God: Something to Worry About?

2010 January 3

A year or so ago some zealous atheists in the United Kingdom spent a rather large amount of sterling paying for advertisements declaring “There’s Probably No God: Now Stop Worrying and Enjoy Your Life” to be plastered on the sides of buses. A similar campaign is now being arranged here in New Zealand.

These campaigns show more very clearly just to what extent popular conceptions of God (including some popular conceptions within the theistic traditions!) conflict with the very traditions which with they are commonly associated. And they reflect how the rampant individualism of capitalist society shapes our thinking about pretty much everything.

Think for a minute about the Christian tradition. How has fear of God traditionally been understood within that tradition? In orthodox Christianity, fear of God is inextricably tied to the moral condition of a believer’s soul (the notion of soul being itself closely tied to moral sensibility!). “Fear God” standardly functions as an exhortation to live a life of love; keeping watch “for you do not know when your Lord is coming.” In that regard, fear of God is to some extent different to fear of powerful individuals. My fear of powerful individuals is a product of a (warranted or erroneous) belief that they may exert power over me and do me harm.

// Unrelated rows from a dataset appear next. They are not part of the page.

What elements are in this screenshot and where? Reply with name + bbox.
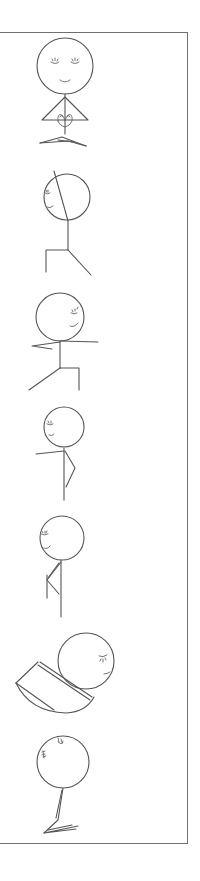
smile-icon (47, 206, 53, 208)
eye-closed-icon (99, 655, 107, 662)
raised-arm (54, 171, 68, 221)
smile-icon (60, 80, 70, 82)
pose-figure-3: Warrior II (29, 293, 98, 390)
head-icon (37, 736, 89, 788)
extended-arm (36, 451, 64, 454)
head-icon (44, 174, 90, 220)
bent-arm (65, 451, 75, 487)
left-arm (32, 342, 60, 349)
curved-body (16, 683, 94, 713)
yoga-figures-canvas: Seated meditation (prayer hands, crossed… (0, 0, 200, 881)
folded-leg (47, 562, 61, 594)
back-lines (38, 662, 92, 700)
head-icon (37, 38, 93, 94)
eye-closed-icon (51, 58, 59, 64)
back-leg (44, 788, 63, 833)
head-icon (40, 516, 84, 560)
eye-closed-icon (45, 190, 50, 194)
hair-icon (42, 751, 46, 758)
straight-leg (68, 250, 91, 275)
smile-icon (70, 323, 78, 327)
pose-figure-6: Forward fold / rounded back pose (16, 633, 114, 713)
pose-figure-7: Seated with legs extended, head tilted (37, 736, 89, 833)
eye-closed-icon (47, 421, 53, 425)
head-icon (58, 633, 114, 689)
head-icon (44, 407, 84, 447)
pose-figure-4: Standing with bent knee, arm extended fo… (36, 407, 84, 500)
eye-closed-icon (58, 738, 63, 744)
smile-icon (49, 434, 54, 436)
bent-leg (46, 250, 68, 272)
back-leg (29, 368, 60, 390)
eye-closed-icon (41, 531, 48, 535)
head-icon (36, 293, 84, 341)
pose-figure-5: Standing with leg folded behind (40, 516, 84, 617)
pose-figure-2: Standing pose, arm raised alongside head… (44, 171, 91, 275)
bent-front-leg (60, 368, 79, 390)
eye-closed-icon (71, 58, 79, 64)
pose-figure-1: Seated meditation (prayer hands, crossed… (37, 38, 93, 146)
smile-icon (104, 672, 110, 674)
smile-icon (44, 546, 50, 549)
eye-closed-icon (71, 307, 78, 314)
arm-line (16, 662, 38, 683)
right-arm (60, 341, 98, 342)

In the case of God, who is Love, there is no question of his letting me down or abandoning me, for his love is steadfast and unyielding. Thus fear of God cannot fail to have everything to do with my moral consciousness, and nothing to do with being subject to the capricious and subordinating power of an authority. So, if I cease to fear God, this must simply mean that I cease to have regard for the external consequences of my moral behaviour. This, of course, does not mean that any morally sensitive individual fears God, even if they do not believe in God. But it does mean that from the believer’s perspective regard for her objective moral standing is what constitutes fear of God.

Stop worrying and enjoy your life? Cease to fear God and be merry? Well, if merriment involves simple self-gratification, maybe. But, from the standpoint of the Christian believer, that’s false happiness. Jesus himself says “I have come that you may have life, and live it abundantly” (John 10:10). And Christianity’s claim is not that true life involves submission and obeisance to a celestial Superpower. It is that power corrupts, and that true happiness and power is found through rejection of the false promises of the world. It is not, as the Gnostics thought, that the world is debased and corrupt. It is that true life involves living a mystery of love which involves rejecting domination of things and people.

Now if religious ideas and discourses are to have any intelligible sense at all, they must have some analogy with secular (or, better, non-religious) ideas and discourses. And here is a point where the Christian notion of fear of God can be grasped by the infidel. By secular eyes, is true happiness really to be found in not worrying about the way one lives one life? And does one even need to be, or even have ever been, a believer to find the notion of God something other than frightening? Many an unbeliever thinks finds it otherwise Perhaps if anyone, believer or otherwise, finds it so, then they are either labouring under a crude caricature of the concept of God or recognising the deficiencies in their moral state. Or maybe both.

In any event, these campaigns really involve just a waste of time and money.

Seen on a church sign

2009 December 20
tags: ,
by spose

“Baptisms, marriages and funerals BY APPOINTMENT ONLY”

Thank the Lord Jesus Christ for that!

Back posting

2009 December 20
by spose

I haven’t updated this blog for several months, due to health difficulties and the pressures on my time presented by my MA research. But, I have always intend to continue developing this blog; and in any event it is a productive thing to do: part leisure (ranting about whatever), part pleasure (ditto), part work (allowing me to air various thoughts and ideas that I develop through my study).

So, I hope to post on a range of philosophical, political, theological and miscellaneous topics over the Christmas/New Year break…and beyond. Watch this space, if anyone’s there!